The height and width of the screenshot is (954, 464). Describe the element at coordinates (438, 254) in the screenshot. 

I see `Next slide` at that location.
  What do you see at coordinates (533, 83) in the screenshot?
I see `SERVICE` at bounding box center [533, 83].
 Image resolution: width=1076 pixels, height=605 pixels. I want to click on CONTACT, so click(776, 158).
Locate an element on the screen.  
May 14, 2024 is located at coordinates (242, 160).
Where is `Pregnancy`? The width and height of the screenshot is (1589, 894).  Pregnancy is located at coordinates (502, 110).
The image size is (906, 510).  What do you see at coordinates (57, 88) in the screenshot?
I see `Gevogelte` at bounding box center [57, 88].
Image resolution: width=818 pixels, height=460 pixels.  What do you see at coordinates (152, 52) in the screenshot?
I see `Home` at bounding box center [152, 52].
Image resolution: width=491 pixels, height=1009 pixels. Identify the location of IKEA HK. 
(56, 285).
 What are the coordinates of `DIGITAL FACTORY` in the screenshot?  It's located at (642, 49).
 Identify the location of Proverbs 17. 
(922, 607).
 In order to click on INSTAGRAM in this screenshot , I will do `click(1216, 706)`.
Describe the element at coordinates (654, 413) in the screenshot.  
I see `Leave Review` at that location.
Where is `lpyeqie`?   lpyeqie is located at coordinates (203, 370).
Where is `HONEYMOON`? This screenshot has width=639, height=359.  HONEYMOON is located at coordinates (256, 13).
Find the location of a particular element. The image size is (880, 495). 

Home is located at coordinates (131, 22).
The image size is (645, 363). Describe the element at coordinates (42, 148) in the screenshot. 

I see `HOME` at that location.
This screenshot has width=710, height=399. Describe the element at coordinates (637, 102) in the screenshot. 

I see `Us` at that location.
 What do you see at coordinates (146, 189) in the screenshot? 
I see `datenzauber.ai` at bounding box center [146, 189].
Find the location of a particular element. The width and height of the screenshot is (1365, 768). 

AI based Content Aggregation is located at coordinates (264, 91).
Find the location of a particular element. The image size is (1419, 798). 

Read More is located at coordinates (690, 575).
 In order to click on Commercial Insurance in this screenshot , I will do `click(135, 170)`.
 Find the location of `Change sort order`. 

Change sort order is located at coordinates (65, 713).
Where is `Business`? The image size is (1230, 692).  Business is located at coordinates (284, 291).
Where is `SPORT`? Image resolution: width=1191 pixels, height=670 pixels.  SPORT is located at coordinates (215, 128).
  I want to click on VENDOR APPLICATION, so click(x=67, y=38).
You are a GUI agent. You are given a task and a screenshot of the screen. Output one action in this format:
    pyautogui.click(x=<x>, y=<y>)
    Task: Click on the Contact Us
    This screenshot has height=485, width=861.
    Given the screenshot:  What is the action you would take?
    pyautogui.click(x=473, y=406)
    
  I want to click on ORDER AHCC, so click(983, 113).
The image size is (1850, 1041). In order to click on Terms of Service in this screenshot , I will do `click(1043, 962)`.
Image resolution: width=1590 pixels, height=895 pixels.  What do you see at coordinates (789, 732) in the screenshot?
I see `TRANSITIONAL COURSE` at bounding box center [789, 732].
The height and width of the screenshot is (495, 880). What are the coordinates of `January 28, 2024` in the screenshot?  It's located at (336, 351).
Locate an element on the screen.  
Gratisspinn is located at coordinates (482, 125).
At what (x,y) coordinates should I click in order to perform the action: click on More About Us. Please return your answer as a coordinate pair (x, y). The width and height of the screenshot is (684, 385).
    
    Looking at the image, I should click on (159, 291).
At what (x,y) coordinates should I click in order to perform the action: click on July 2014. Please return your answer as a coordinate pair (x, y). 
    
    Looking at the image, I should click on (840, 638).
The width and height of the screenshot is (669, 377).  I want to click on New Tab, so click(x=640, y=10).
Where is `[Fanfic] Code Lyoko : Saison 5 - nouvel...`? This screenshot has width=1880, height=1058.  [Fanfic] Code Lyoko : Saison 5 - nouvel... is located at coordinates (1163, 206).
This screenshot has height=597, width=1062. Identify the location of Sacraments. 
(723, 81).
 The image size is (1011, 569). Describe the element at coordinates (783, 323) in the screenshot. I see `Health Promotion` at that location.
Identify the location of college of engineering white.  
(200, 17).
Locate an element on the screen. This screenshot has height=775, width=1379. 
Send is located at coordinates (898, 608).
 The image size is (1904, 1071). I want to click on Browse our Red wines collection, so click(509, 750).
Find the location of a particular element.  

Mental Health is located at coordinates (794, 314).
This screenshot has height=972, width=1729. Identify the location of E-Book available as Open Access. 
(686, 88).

> [Task goal] Answer with one number: how many lines in the listing hold "will".

> [Finished exercise] 3